Emily Hancock Siedeberg-McKinnon, Commander of the Order of the British Empire Bachelor of Medicine Bachelor of Surgery Bachelor of Science was a New Zealand medical practitioner and hospital superintendent.
Background
Siedeberg was born in 1873 in Clyde, Otago, New Zealand. When Emily was three the family settled in Dunedin, her father becoming a successful building contractor. From an early age she accepted her father"s dictum that she should train as a doctor.
Education
Encouraged by her father, she studied medicine and graduated from the University of Otago Medical School in 1896.
Career
She was also the country"s first female medical graduate. She was the third child of Irish Quaker Anna Thompson and Franz David Siedeberg, a German Jewish architect who had emigrated to New Zealand in 1861 and taken up mining. Emily was educated at the Normal School and at Otago Girls" High School, where she held a board scholarship.
She did her post-graduate studies at the Rotunda Hospital, Dublin, and in Berlin.
After postgraduate training and work experience overseas, she eventually registered as a medical practitioner and set up a private practice in Dunedin. She was appointed Medical Superintendent at Saint Helen"s Hospital, Dunedin, and served from 1905–1938.
Doctor Siedeberg was active in community and welfare work. Otago University Women"s Association
New Zealand Federation of University Women
The Townswomen"s Guild
Delegate to the first Pan-Pacific Women"s Conference
National Council of Women of New Zealand (Dunedin branch) (1918)
Otago Pioneer Women"s Memorial Association
The street Emily Siedeberg Place in Dunedin was named in her honour in 1993, as part of Suffrage Centennial Year.
Siedeberg Drive in Flat Bush, Auckland, was also named in her honour.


- _YOUR TASK_
The result should be an exact copy of the data, free of pictures.

- _Source records_

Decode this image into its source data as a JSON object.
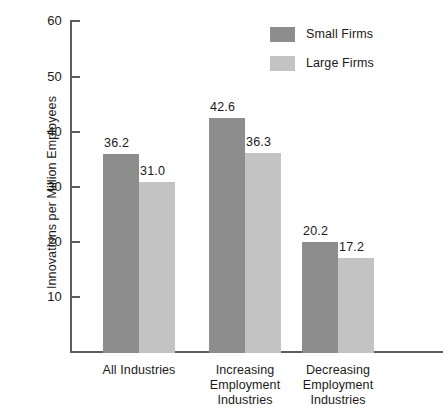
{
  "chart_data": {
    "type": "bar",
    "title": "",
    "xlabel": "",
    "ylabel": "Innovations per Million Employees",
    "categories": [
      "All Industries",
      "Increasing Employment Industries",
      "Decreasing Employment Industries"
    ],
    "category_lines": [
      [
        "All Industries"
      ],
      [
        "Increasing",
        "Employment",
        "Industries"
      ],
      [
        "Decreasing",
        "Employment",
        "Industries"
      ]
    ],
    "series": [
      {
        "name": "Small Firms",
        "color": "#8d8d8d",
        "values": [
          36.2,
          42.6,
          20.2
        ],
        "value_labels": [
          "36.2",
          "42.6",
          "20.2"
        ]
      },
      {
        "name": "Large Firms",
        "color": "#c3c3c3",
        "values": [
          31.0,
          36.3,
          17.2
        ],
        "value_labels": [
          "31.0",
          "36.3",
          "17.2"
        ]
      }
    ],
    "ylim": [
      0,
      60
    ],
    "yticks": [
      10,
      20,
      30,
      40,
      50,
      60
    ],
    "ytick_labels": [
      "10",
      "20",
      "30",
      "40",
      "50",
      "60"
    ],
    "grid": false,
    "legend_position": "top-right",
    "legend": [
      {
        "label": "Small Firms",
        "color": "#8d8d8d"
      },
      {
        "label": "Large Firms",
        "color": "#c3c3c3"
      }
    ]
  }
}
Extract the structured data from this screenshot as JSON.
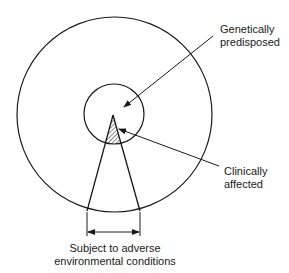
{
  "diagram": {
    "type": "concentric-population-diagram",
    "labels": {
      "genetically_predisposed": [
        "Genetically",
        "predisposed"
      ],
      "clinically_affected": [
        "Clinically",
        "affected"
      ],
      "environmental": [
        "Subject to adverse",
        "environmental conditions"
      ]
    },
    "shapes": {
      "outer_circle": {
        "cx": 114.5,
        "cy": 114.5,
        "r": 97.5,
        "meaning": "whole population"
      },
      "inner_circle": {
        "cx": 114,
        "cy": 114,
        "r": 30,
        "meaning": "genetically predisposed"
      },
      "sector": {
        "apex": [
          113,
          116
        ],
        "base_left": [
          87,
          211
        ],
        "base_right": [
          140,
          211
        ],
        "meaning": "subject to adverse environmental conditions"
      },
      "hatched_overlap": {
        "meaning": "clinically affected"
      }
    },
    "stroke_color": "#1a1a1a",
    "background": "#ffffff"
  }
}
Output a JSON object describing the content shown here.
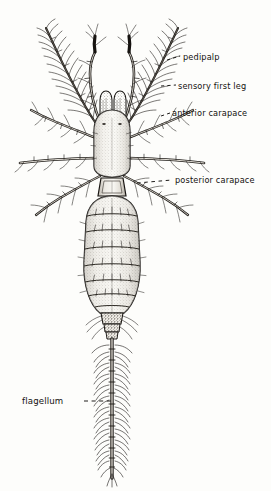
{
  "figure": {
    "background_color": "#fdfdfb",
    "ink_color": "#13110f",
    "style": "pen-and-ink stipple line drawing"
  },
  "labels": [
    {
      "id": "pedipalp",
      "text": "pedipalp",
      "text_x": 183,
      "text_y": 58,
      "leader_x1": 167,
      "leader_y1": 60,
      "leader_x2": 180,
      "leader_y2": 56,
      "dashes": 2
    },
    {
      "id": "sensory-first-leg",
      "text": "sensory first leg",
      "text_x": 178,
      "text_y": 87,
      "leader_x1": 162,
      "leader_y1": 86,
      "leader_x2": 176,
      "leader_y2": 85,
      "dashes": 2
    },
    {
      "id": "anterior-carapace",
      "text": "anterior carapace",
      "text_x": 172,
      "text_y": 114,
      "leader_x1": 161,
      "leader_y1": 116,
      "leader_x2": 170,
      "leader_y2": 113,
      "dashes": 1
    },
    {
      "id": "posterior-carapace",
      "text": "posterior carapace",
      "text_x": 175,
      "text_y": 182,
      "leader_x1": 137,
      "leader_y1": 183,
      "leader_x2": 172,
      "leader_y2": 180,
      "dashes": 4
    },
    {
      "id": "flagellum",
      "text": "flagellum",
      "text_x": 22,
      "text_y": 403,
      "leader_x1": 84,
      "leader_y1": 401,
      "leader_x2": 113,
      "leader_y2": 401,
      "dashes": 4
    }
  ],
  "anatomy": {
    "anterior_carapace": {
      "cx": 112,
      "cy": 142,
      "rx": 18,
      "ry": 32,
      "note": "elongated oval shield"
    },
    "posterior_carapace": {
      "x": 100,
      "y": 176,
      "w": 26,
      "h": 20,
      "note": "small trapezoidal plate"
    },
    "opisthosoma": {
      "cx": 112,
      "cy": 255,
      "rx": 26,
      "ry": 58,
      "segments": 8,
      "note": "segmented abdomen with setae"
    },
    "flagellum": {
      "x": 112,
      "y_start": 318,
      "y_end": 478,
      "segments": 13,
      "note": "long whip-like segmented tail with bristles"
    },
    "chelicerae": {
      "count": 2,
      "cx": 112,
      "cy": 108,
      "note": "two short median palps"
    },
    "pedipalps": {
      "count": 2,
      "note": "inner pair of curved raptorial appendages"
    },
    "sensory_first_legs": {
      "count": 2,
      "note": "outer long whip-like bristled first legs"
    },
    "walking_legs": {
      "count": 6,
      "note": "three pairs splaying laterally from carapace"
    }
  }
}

- _YOUR RESPONSE_
Decode this image into its source data as a JSON object.
{
  "chart_data": {
    "type": "bar",
    "title": "",
    "xlabel": "",
    "ylabel": "Innovations per Million Employees",
    "categories": [
      "All Industries",
      "Increasing Employment Industries",
      "Decreasing Employment Industries"
    ],
    "category_lines": [
      [
        "All Industries"
      ],
      [
        "Increasing",
        "Employment",
        "Industries"
      ],
      [
        "Decreasing",
        "Employment",
        "Industries"
      ]
    ],
    "series": [
      {
        "name": "Small Firms",
        "color": "#8d8d8d",
        "values": [
          36.2,
          42.6,
          20.2
        ],
        "value_labels": [
          "36.2",
          "42.6",
          "20.2"
        ]
      },
      {
        "name": "Large Firms",
        "color": "#c3c3c3",
        "values": [
          31.0,
          36.3,
          17.2
        ],
        "value_labels": [
          "31.0",
          "36.3",
          "17.2"
        ]
      }
    ],
    "ylim": [
      0,
      60
    ],
    "yticks": [
      10,
      20,
      30,
      40,
      50,
      60
    ],
    "ytick_labels": [
      "10",
      "20",
      "30",
      "40",
      "50",
      "60"
    ],
    "grid": false,
    "legend_position": "top-right",
    "legend": [
      {
        "label": "Small Firms",
        "color": "#8d8d8d"
      },
      {
        "label": "Large Firms",
        "color": "#c3c3c3"
      }
    ]
  }
}
Extract the structured data from this screenshot as JSON.
{
  "diagram": {
    "type": "concentric-population-diagram",
    "labels": {
      "genetically_predisposed": [
        "Genetically",
        "predisposed"
      ],
      "clinically_affected": [
        "Clinically",
        "affected"
      ],
      "environmental": [
        "Subject to adverse",
        "environmental conditions"
      ]
    },
    "shapes": {
      "outer_circle": {
        "cx": 114.5,
        "cy": 114.5,
        "r": 97.5,
        "meaning": "whole population"
      },
      "inner_circle": {
        "cx": 114,
        "cy": 114,
        "r": 30,
        "meaning": "genetically predisposed"
      },
      "sector": {
        "apex": [
          113,
          116
        ],
        "base_left": [
          87,
          211
        ],
        "base_right": [
          140,
          211
        ],
        "meaning": "subject to adverse environmental conditions"
      },
      "hatched_overlap": {
        "meaning": "clinically affected"
      }
    },
    "stroke_color": "#1a1a1a",
    "background": "#ffffff"
  }
}
Output a JSON object describing the content shown here.
{
  "figure": {
    "background_color": "#fdfdfb",
    "ink_color": "#13110f",
    "style": "pen-and-ink stipple line drawing"
  },
  "labels": [
    {
      "id": "pedipalp",
      "text": "pedipalp",
      "text_x": 183,
      "text_y": 58,
      "leader_x1": 167,
      "leader_y1": 60,
      "leader_x2": 180,
      "leader_y2": 56,
      "dashes": 2
    },
    {
      "id": "sensory-first-leg",
      "text": "sensory first leg",
      "text_x": 178,
      "text_y": 87,
      "leader_x1": 162,
      "leader_y1": 86,
      "leader_x2": 176,
      "leader_y2": 85,
      "dashes": 2
    },
    {
      "id": "anterior-carapace",
      "text": "anterior carapace",
      "text_x": 172,
      "text_y": 114,
      "leader_x1": 161,
      "leader_y1": 116,
      "leader_x2": 170,
      "leader_y2": 113,
      "dashes": 1
    },
    {
      "id": "posterior-carapace",
      "text": "posterior carapace",
      "text_x": 175,
      "text_y": 182,
      "leader_x1": 137,
      "leader_y1": 183,
      "leader_x2": 172,
      "leader_y2": 180,
      "dashes": 4
    },
    {
      "id": "flagellum",
      "text": "flagellum",
      "text_x": 22,
      "text_y": 403,
      "leader_x1": 84,
      "leader_y1": 401,
      "leader_x2": 113,
      "leader_y2": 401,
      "dashes": 4
    }
  ],
  "anatomy": {
    "anterior_carapace": {
      "cx": 112,
      "cy": 142,
      "rx": 18,
      "ry": 32,
      "note": "elongated oval shield"
    },
    "posterior_carapace": {
      "x": 100,
      "y": 176,
      "w": 26,
      "h": 20,
      "note": "small trapezoidal plate"
    },
    "opisthosoma": {
      "cx": 112,
      "cy": 255,
      "rx": 26,
      "ry": 58,
      "segments": 8,
      "note": "segmented abdomen with setae"
    },
    "flagellum": {
      "x": 112,
      "y_start": 318,
      "y_end": 478,
      "segments": 13,
      "note": "long whip-like segmented tail with bristles"
    },
    "chelicerae": {
      "count": 2,
      "cx": 112,
      "cy": 108,
      "note": "two short median palps"
    },
    "pedipalps": {
      "count": 2,
      "note": "inner pair of curved raptorial appendages"
    },
    "sensory_first_legs": {
      "count": 2,
      "note": "outer long whip-like bristled first legs"
    },
    "walking_legs": {
      "count": 6,
      "note": "three pairs splaying laterally from carapace"
    }
  }
}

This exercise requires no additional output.